'Consistent emotional tone' vital for effective charity campaigning, report finds

Researchers are urging charities to ensure they are using a consistent ‘emotional tone’ across the imagery and language used in the content of their campaigning.

They found donors are less likely to give to campaigns with different tones used, such as those with positive messages of hope in the text accompanied by images of people in distress.

Similarly campaigns with a message that ‘your donations can save thousands from death by starvation’ accompanied by people looking happy, were similar ineffective.

“Participants were exposed to donation requests featuring different combinations of emotional images and messages and then were asked to decide how much they wanted to donate to each, say researchers.

“The results revealed that, when attempting to encourage greater levels of charitable giving, consistency mattered. When the emotional imagery matched the tone of language used in an appeal participants were likely to donate a greater amount.

“Furthermore, the effect was the same whether the appeals were consistent in negativity (urgent language with distressing images) or positivity (hopeful language with smiling faces).”

The study has been carried out by the Rotterdam School of Management Erasmus University’s Dr Alex Genevsky, alongside PhD candidate Ting-Yi Lin and academics from US universities.

Experiments used involved donors being given a real budget to donate or keep for themselves before exposing them to a variety of charity campaigns.

“We really wanted to include experiments with real donations, not only hypothetical ones,” said Dr Genevsky.

“When people know their choice will give money to charity, their behaviour carries more weight, and the results are more reliable.

“We saw that, whether positive or negative, charitable appeals are most effective when their emotional elements matched in tone.”

Psychology behind consistency

The study also looked at why consistency was so important to donors by analysing their brain activity when viewing campaigning.

“The data from these scans revealed that charitable appeals that were consistent in imagery and language activated the nucleus accumbens, the reward centre of the brain, creating a positive emotional experience,” say researchers.

“This in turn prompted participants to make a greater level of donations.”

Their research concludes that “by taking simple steps to keep messaging consistent across language and visuals, organisations stand to gain a far better response from their audience, raising more money for their causes”.

They add that “such adjustments do not require big budgets to be actioned” which “is crucial for the charity sector in particular which often works under tight finances”.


# What the task asks:
Whenever "dash" occurs in a line of the material, list that line.

-*-

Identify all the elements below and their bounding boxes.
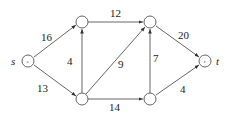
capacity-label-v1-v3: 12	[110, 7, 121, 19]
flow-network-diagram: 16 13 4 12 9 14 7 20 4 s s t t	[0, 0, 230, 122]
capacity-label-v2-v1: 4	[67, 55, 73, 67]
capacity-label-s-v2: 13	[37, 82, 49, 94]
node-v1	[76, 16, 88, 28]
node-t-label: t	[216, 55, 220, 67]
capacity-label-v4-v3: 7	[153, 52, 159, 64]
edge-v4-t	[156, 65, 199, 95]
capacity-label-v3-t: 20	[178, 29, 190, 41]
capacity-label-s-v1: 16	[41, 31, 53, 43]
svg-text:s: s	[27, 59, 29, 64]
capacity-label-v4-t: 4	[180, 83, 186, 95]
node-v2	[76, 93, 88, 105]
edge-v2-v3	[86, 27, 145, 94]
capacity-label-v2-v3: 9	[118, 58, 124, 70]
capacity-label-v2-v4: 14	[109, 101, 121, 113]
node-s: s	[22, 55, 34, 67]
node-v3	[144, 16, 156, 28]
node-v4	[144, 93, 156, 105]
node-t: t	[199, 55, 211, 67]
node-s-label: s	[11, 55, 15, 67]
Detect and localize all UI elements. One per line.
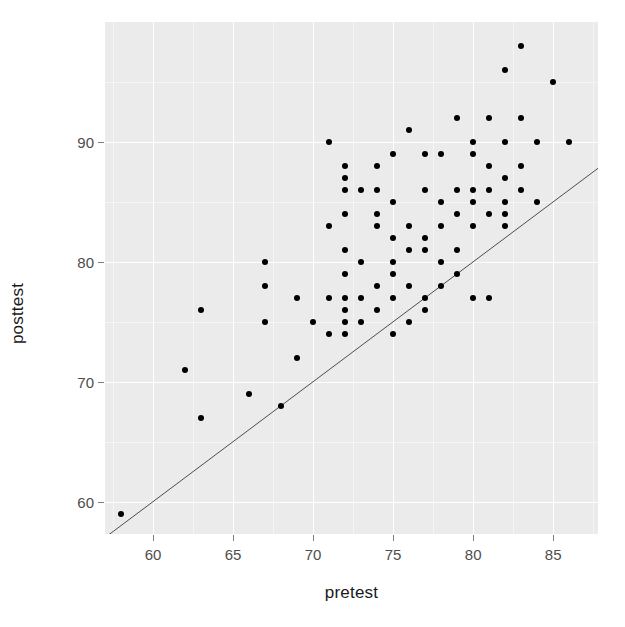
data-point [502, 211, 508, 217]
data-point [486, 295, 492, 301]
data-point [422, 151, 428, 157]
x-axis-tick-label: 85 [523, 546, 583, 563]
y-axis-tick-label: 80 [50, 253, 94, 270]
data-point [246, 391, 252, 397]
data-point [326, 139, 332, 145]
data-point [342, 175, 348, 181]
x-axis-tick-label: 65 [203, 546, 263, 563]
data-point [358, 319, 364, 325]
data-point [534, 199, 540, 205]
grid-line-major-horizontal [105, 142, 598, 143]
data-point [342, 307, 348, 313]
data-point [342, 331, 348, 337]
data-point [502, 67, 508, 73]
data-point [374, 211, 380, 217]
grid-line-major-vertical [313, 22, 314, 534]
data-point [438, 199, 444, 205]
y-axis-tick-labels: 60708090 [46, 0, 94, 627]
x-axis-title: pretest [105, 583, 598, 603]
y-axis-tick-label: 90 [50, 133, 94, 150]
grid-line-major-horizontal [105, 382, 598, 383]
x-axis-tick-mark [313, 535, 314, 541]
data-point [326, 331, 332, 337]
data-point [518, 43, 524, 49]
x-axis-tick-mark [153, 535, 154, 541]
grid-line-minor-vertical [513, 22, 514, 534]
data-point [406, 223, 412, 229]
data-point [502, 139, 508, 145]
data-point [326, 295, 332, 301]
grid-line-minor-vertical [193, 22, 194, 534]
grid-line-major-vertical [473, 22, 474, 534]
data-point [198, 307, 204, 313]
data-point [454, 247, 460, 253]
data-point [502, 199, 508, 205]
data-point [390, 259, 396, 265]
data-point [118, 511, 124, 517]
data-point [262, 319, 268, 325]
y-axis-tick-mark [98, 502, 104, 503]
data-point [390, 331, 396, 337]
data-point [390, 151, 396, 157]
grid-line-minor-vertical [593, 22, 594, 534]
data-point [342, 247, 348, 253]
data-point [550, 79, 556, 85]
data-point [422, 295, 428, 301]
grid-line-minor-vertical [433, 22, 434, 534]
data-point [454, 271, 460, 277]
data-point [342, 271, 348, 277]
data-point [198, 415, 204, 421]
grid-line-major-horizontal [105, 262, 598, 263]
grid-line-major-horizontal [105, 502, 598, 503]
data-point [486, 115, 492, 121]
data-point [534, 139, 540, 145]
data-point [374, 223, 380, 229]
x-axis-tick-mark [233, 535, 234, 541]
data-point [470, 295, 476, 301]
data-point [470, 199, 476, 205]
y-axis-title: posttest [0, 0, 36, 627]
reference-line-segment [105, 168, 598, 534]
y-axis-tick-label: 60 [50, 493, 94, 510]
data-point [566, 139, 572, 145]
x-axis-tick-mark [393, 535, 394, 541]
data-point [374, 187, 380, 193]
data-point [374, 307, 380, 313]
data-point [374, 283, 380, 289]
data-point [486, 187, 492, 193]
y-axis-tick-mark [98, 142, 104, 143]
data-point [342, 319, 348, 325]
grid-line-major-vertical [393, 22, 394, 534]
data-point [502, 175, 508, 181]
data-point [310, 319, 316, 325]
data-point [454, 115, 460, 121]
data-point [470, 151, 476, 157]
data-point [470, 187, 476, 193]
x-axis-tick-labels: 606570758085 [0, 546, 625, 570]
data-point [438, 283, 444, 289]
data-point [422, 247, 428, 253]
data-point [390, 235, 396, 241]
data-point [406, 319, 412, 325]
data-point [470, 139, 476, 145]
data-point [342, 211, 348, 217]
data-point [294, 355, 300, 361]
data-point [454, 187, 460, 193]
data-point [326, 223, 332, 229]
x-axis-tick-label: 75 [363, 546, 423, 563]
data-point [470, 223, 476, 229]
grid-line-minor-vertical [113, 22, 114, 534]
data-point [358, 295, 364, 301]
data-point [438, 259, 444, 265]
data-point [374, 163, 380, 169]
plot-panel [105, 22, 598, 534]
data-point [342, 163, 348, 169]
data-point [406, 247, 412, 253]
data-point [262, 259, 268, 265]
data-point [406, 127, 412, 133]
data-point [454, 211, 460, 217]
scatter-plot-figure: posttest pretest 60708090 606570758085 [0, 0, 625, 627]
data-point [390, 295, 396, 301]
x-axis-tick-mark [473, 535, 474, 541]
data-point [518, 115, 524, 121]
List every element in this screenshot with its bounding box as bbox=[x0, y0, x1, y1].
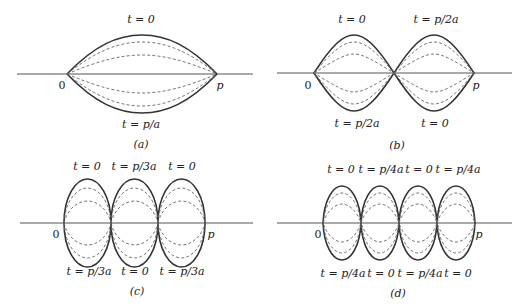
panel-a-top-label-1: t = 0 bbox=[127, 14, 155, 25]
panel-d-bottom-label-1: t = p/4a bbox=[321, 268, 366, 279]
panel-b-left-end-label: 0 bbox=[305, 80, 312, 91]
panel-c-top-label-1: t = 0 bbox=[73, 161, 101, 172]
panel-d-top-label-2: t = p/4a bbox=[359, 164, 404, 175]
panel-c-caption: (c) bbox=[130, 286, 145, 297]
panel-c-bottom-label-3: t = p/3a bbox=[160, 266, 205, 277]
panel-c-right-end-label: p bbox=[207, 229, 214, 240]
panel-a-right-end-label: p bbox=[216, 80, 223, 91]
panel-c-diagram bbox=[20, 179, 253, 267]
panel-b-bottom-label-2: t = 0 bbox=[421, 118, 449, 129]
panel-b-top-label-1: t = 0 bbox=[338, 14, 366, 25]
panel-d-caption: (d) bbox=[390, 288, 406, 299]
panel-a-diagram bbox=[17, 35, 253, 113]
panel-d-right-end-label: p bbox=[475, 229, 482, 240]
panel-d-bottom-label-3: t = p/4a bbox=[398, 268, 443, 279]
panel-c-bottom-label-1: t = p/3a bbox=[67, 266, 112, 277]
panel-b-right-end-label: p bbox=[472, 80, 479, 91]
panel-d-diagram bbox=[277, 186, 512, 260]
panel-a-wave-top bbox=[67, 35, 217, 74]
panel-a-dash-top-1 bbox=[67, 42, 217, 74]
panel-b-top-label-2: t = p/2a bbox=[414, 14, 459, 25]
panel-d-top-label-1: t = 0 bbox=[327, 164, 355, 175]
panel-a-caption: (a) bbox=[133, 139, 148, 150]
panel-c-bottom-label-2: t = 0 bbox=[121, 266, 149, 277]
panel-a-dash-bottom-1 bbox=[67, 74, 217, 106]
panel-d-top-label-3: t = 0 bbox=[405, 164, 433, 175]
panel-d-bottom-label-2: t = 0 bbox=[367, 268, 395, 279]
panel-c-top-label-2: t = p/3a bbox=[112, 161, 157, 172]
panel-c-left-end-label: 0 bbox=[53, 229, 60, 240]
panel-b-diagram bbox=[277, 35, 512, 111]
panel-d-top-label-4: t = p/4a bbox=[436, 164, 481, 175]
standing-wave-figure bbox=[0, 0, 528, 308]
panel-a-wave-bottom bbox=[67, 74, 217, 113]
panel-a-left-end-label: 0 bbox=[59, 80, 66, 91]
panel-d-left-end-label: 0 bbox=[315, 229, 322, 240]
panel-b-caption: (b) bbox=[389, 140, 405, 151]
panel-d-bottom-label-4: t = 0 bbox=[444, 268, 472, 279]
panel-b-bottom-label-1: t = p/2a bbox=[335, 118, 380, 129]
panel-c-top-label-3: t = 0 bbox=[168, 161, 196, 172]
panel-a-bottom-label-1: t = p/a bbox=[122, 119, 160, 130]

-*-

# Your solution:
panel-a-dash-top-1 bbox=[67, 42, 217, 74]
panel-a-dash-bottom-1 bbox=[67, 74, 217, 106]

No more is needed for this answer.